Care Quality Commission Logo

The Care Quality Commission checks whether hospitals, care homes and care services are meeting government standards. Visit our website at www.cqc.org.uk.

Hospitals

more search options

Care homes

more search options

Dentists

more search options

Care in your home

more search options

More

GP services

more search options

Community mental health survey 2012

Read the results of our latest survey which looked at the experiences of people receiving community mental health services.

Eligibility and participation

Key findings for England

The majority of participants said that they were treated with respect and dignity and were listened to carefully.

  • Participants: over 15,000
  • Response rate: 32 per cent
  • Age range: 18 years and older
  • Time period: July to September 2011
  • Eligibility: people who received care or treatment for a mental health condition, including services provided under the Care Programme Approach (CPA).
  • Exclusions: Anyone seen only once for an assessment, current inpatients, and anyone primarily receiving treatment in specific areas such as drug and alcohol abuse, learning disability services and specialist forensic services.

Key findings for England

The majority of participants said that they:

  • were treated with respect and dignity and were listened to carefully.
  • had their views taken into account and had enough time to discuss their condition and treatment.
  • had trust and confidence in the health or social care worker they had seen most recently.
  • had the out-of-hours contact number of someone from their local NHS mental health service.
  • could ‘always’ contact their care co-ordinator/lead professional if they had a problem and that their care co-ordinator/lead professional organised their care ‘very well’.

However, the results also showed that people needed to be more involved in some aspects of their care.

Key findings for England

A considerable proportion of respondents also would have liked more support from a member of staff with some aspects of day-to-day living.

  • Over a quarter of those prescribed new medication in the last 12 months said that they were not told about possible side-effects, and over a tenth said that they were not given information about it in a way that was easy to understand.
  • Around a third of those not on CPA said they did not know who their care co-ordinator/lead professional was.
  • Some respondents said that they had not had a care review in the last 12 months.

A considerable proportion of respondents also would have liked more support from a member of staff with some aspects of day-to-day living including:

  • physical health needs.
  • caring responsibilities.
  • finding or keeping work.
  • finding or keeping their accommodation.
  • financial advice or benefits.

Results for England

The briefing note describes all findings for England as a whole.

The results tables include a comparison with findings from the 2011 survey and identifies significant changes.

Results for NHS Trusts

These results show how trusts performed on questions that could be scored in each area covered by the questionnaire.

The technique used to analyse these results allows us to identify which trusts we can confidently say performed 'Better', 'Worse' or 'About the same'.

View the A-Z list of community mental health services survey results by NHS trust.

More about these results

Benchmark reports

Each trust was provided with a benchmark report on its scores in the survey. This enables them to benchmark their performance against all other trusts and identifies areas for improvement.

The information in the benchmark reports provide more detail about the data contained on our NHS trust pages.

Download the individual benchmark reports for each trust from the NHS Surveys website.

Pre-release access list

You can find a list of individuals that had access to the results of the survey prior to publication below.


§ TASK
The answer must be every line from the listing that holds the string "Percentage".

§ DATA FOR THIS TASK
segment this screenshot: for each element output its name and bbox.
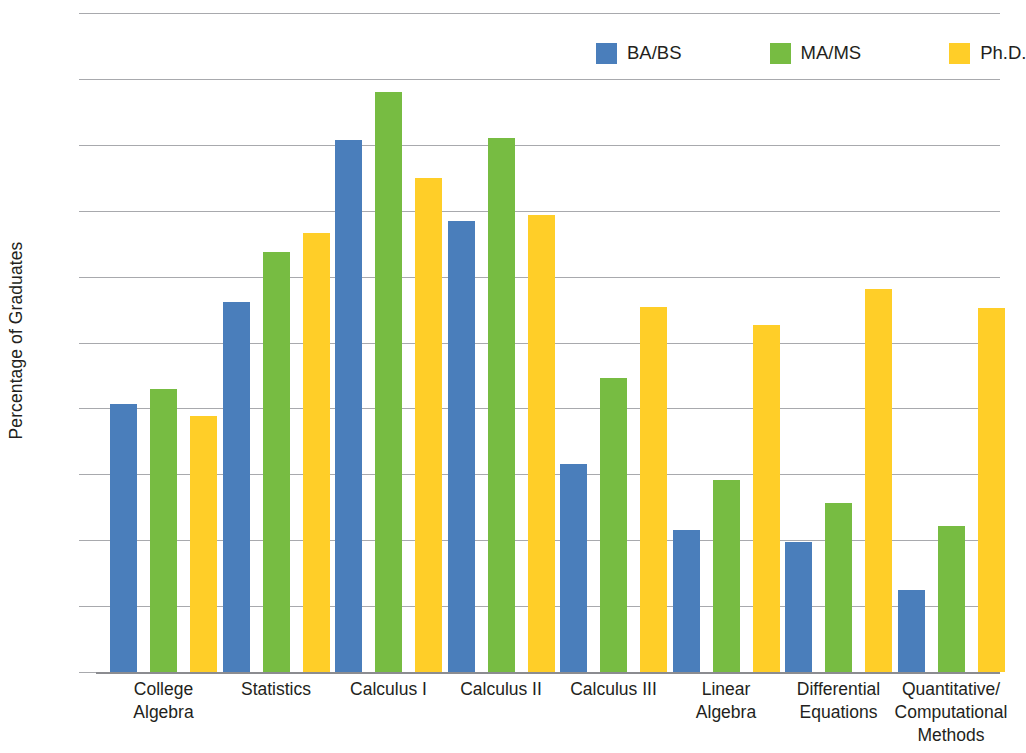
bar xyxy=(190,416,217,672)
y-tick-mark xyxy=(79,145,96,146)
y-tick-mark xyxy=(79,79,96,80)
bar xyxy=(865,289,892,672)
y-tick-mark xyxy=(79,343,96,344)
bar-group xyxy=(448,13,555,672)
bar xyxy=(600,378,627,672)
legend-swatch-icon xyxy=(596,43,617,64)
legend-label: BA/BS xyxy=(627,42,682,64)
y-tick-mark xyxy=(79,277,96,278)
legend-item[interactable]: BA/BS xyxy=(596,42,682,64)
bar-group xyxy=(785,13,892,672)
bar xyxy=(303,233,330,672)
x-axis-label-line: Quantitative/ xyxy=(885,678,1017,701)
plot-area: 100%90%80%70%60%50%40%30%20%10%0% xyxy=(96,13,1000,672)
legend-item[interactable]: MA/MS xyxy=(770,42,862,64)
y-axis-title: Percentage of Graduates xyxy=(0,0,34,680)
x-axis-label-line: Algebra xyxy=(98,701,230,724)
legend-label: MA/MS xyxy=(801,42,862,64)
x-axis-label: Quantitative/ComputationalMethods xyxy=(885,678,1017,747)
bar xyxy=(488,138,515,672)
bar-group xyxy=(898,13,1005,672)
y-tick-mark xyxy=(79,540,96,541)
bar xyxy=(978,308,1005,672)
x-axis-label-line: Computational xyxy=(885,701,1017,724)
bar-group xyxy=(673,13,780,672)
y-axis-title-text: Percentage of Graduates xyxy=(7,241,28,439)
bar xyxy=(640,307,667,672)
bar xyxy=(415,178,442,672)
y-tick-mark xyxy=(79,606,96,607)
bar xyxy=(223,302,250,672)
y-tick-mark xyxy=(79,474,96,475)
legend-swatch-icon xyxy=(949,43,970,64)
x-axis-label-line: Methods xyxy=(885,724,1017,747)
bar xyxy=(375,92,402,672)
bar xyxy=(753,325,780,672)
bar xyxy=(673,530,700,672)
bar xyxy=(713,480,740,672)
bar xyxy=(110,404,137,672)
gridline xyxy=(96,672,1000,674)
bar xyxy=(150,389,177,672)
legend-label: Ph.D. xyxy=(980,42,1026,64)
y-tick-mark xyxy=(79,672,96,673)
bar xyxy=(528,215,555,672)
bar-group xyxy=(110,13,217,672)
bar xyxy=(898,590,925,672)
legend: BA/BSMA/MSPh.D. xyxy=(596,40,1026,66)
y-tick-mark xyxy=(79,408,96,409)
bar xyxy=(448,221,475,672)
x-axis-labels: CollegeAlgebraStatisticsCalculus ICalcul… xyxy=(96,678,1000,753)
y-tick-mark xyxy=(79,211,96,212)
legend-swatch-icon xyxy=(770,43,791,64)
legend-item[interactable]: Ph.D. xyxy=(949,42,1026,64)
bar xyxy=(560,464,587,672)
bar-group xyxy=(335,13,442,672)
y-tick-mark xyxy=(79,13,96,14)
bar xyxy=(825,503,852,672)
bar-group xyxy=(560,13,667,672)
bar xyxy=(938,526,965,672)
bar xyxy=(785,542,812,672)
bar-group xyxy=(223,13,330,672)
bar xyxy=(263,252,290,672)
bar xyxy=(335,140,362,672)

§ ANSWER TO THIS TASK
y-axis-title: Percentage of Graduates xyxy=(0,0,34,680)
y-axis-title-text: Percentage of Graduates xyxy=(7,241,28,439)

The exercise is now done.